Pampanga poultry farms silent as culling ends

ASSURANCE Stores in the Pampanga capital of San Fernando display this sticker to assure consumers that their stocks of dressed chicken are safe for consumption amid the bird flu outbreak in San Luis town. —TONETTE T. OREJAS

Residents of Pampanga and Nueva Ecija provinces who live near quarantined communities exposed to the avian influenza virus will have to get used to waking up without roosters’ crowing, the normal cackling of hens or the chirping of quails.

The government has officially ended the culling of infected chickens, ducks and quails as well as all types of domesticated birds at San Luis town in Pampanga, where the avian flu outbreak was first detected, according to the Bureau of Animal Industry (BAI).

“We can officially say now that the culling work is over in seven commercial farms [in San Luis],” Dr. Arlene Vytiaco, coordinator of the BAI avian influenza control program, told the Inquirer by telephone on Monday.

In Nueva Ecija, government veterinarians, helped by 50 soldiers and volunteers, began gassing birds in two villages in San Isidro and Jaen towns on Saturday but they were hampered by strong rains.

Culling resumed on Sunday but officials did not say how many birds had been destroyed to prevent the bird flu from spreading.

It will take 90 days before the government can determine that Barangay San Roque in San Isidro and Barangay Imbunia in Jaen are already free of the bird flu virus, according to Roy Abaya, Central Luzon director of the Department of Agriculture.

In Pampanga, the seven farms are all located in Barangay San Carlos, ground zero of the outbreak which was placed under a 1-kilometer quarantine zone.

BAI said 199,382 birds were killed in the quarantine zone while 113,105 birds were culled at a 7-km control zone that encircles the quarantine area.

BAI took 10 days to complete the destruction of birds infected or exposed to an H5 strain of avian flu. The agency was aided by personnel from the Pampanga government and more than 100 Army soldiers.

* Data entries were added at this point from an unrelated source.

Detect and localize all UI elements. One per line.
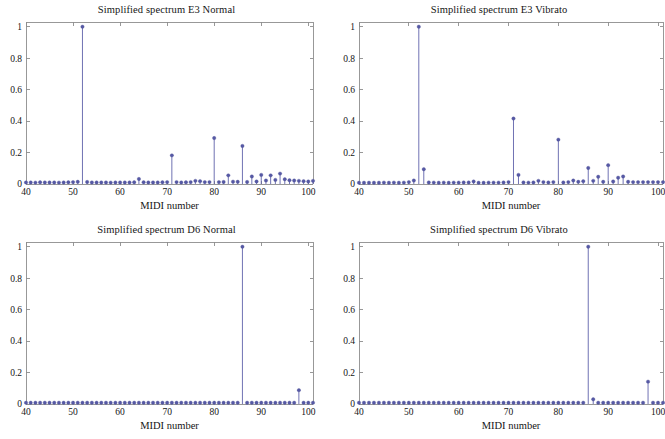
stem-marker: [278, 401, 281, 404]
x-tick-label: 70: [504, 187, 514, 197]
y-tick-label: 0.2: [10, 368, 22, 378]
x-tick-label: 60: [115, 407, 125, 417]
stem-marker: [651, 180, 654, 183]
stem-marker: [222, 401, 225, 404]
y-tick-label: 0: [17, 399, 22, 409]
stem-marker: [137, 177, 140, 180]
stem-marker: [387, 181, 390, 184]
stem-marker: [104, 181, 107, 184]
stem-marker: [231, 401, 234, 404]
stem-marker: [611, 401, 614, 404]
stem-marker: [362, 181, 365, 184]
stem-marker: [57, 181, 60, 184]
stem-marker: [437, 401, 440, 404]
stem-marker: [180, 401, 183, 404]
stem-marker: [532, 181, 535, 184]
stem-marker: [100, 401, 103, 404]
stem-marker: [517, 401, 520, 404]
stem-marker: [357, 181, 360, 184]
stem-marker: [227, 401, 230, 404]
y-tick-label: 0.6: [10, 85, 22, 95]
stem-marker: [462, 181, 465, 184]
stem-marker: [392, 401, 395, 404]
stem-marker: [156, 181, 159, 184]
stem-marker: [311, 401, 314, 404]
x-tick-label: 100: [301, 187, 316, 197]
stem-marker: [502, 181, 505, 184]
stem-marker: [90, 401, 93, 404]
stem-marker: [307, 401, 310, 404]
stem-marker: [626, 401, 629, 404]
stem-marker: [29, 401, 32, 404]
y-tick-label: 1: [17, 242, 22, 252]
stem-marker: [245, 401, 248, 404]
stem-series: [357, 25, 664, 184]
stem-marker: [432, 401, 435, 404]
stem-marker: [250, 175, 253, 178]
stem-marker: [292, 179, 295, 182]
stem-marker: [156, 401, 159, 404]
stem-marker: [442, 401, 445, 404]
stem-marker: [477, 401, 480, 404]
stem-marker: [189, 401, 192, 404]
stem-marker: [194, 179, 197, 182]
stem-marker: [302, 401, 305, 404]
y-tick-label: 0.2: [343, 148, 355, 158]
stem-marker: [274, 401, 277, 404]
stem-marker: [577, 180, 580, 183]
panel-title: Simplified spectrum E3 Normal: [0, 4, 333, 16]
x-tick-label: 60: [454, 407, 464, 417]
stem-marker: [417, 25, 420, 28]
stem-marker: [357, 401, 360, 404]
stem-marker: [661, 401, 664, 404]
stem-marker: [527, 401, 530, 404]
stem-marker: [547, 401, 550, 404]
stem-marker: [562, 401, 565, 404]
y-tick-label: 1: [17, 22, 22, 32]
stem-marker: [24, 401, 27, 404]
stem-marker: [142, 401, 145, 404]
stem-marker: [288, 179, 291, 182]
stem-marker: [260, 173, 263, 176]
stem-marker: [427, 401, 430, 404]
stem-marker: [184, 401, 187, 404]
stem-marker: [472, 180, 475, 183]
stem-marker: [432, 181, 435, 184]
axes-box: [26, 242, 313, 404]
stem-marker: [487, 401, 490, 404]
stem-marker: [269, 401, 272, 404]
figure-canvas: Simplified spectrum E3 Normal 4050607080…: [0, 0, 665, 439]
stem-marker: [552, 401, 555, 404]
stem-marker: [278, 172, 281, 175]
y-tick-label: 0.4: [343, 116, 355, 126]
stem-marker: [85, 180, 88, 183]
axes-box: [359, 242, 663, 404]
y-tick-label: 0.4: [10, 336, 22, 346]
stem-marker: [217, 180, 220, 183]
stem-marker: [502, 401, 505, 404]
stem-marker: [137, 401, 140, 404]
stem-marker: [621, 401, 624, 404]
stem-marker: [367, 401, 370, 404]
x-tick-label: 80: [209, 407, 219, 417]
stem-marker: [522, 181, 525, 184]
stem-marker: [147, 401, 150, 404]
stem-marker: [241, 144, 244, 147]
stem-marker: [482, 181, 485, 184]
stem-marker: [48, 401, 51, 404]
stem-marker: [577, 401, 580, 404]
stem-marker: [250, 401, 253, 404]
x-tick-label: 70: [162, 187, 172, 197]
stem-plot: 40506070809010000.20.40.60.81MIDI number: [333, 220, 665, 439]
y-tick-label: 0.4: [10, 116, 22, 126]
stem-marker: [62, 401, 65, 404]
stem-marker: [57, 401, 60, 404]
stem-marker: [372, 181, 375, 184]
stem-marker: [542, 401, 545, 404]
stem-marker: [467, 181, 470, 184]
stem-marker: [151, 401, 154, 404]
stem-series: [24, 25, 314, 184]
stem-marker: [283, 401, 286, 404]
axes-box: [26, 22, 313, 184]
stem-marker: [203, 401, 206, 404]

On Monday, San Luis Mayor Venancio Macapagal and the volunteer soldiers went house-to-house to seize and destroy the remaining chickens, ducks and quails grown in backyards in Barangay San Carlos.

About 40 balut (duck eggs) producers in Candaba town in Pampanga and Sta. Maria town in Bulacan province are asking Agriculture Secretary Manny Piñol to lift the ban on the transport of duck eggs from Luzon to the Visayas and Mindanao.

The ban was enforced through a memorandum issued on Aug. 14 by BAI chief, Enrico Garzon, although it allowed Luzon-to-Luzon trading.

The producers said ducks raised in Candaba and Sta. Maria were not sick with bird flu. They also said the two towns were outside of the 7-km quarantine zone.

In Nueva Ecija, more than 200,000 egg-laying quails raised in Imbunia and more than 70,000 chickens in Barangay San Roque have been targeted for destruction.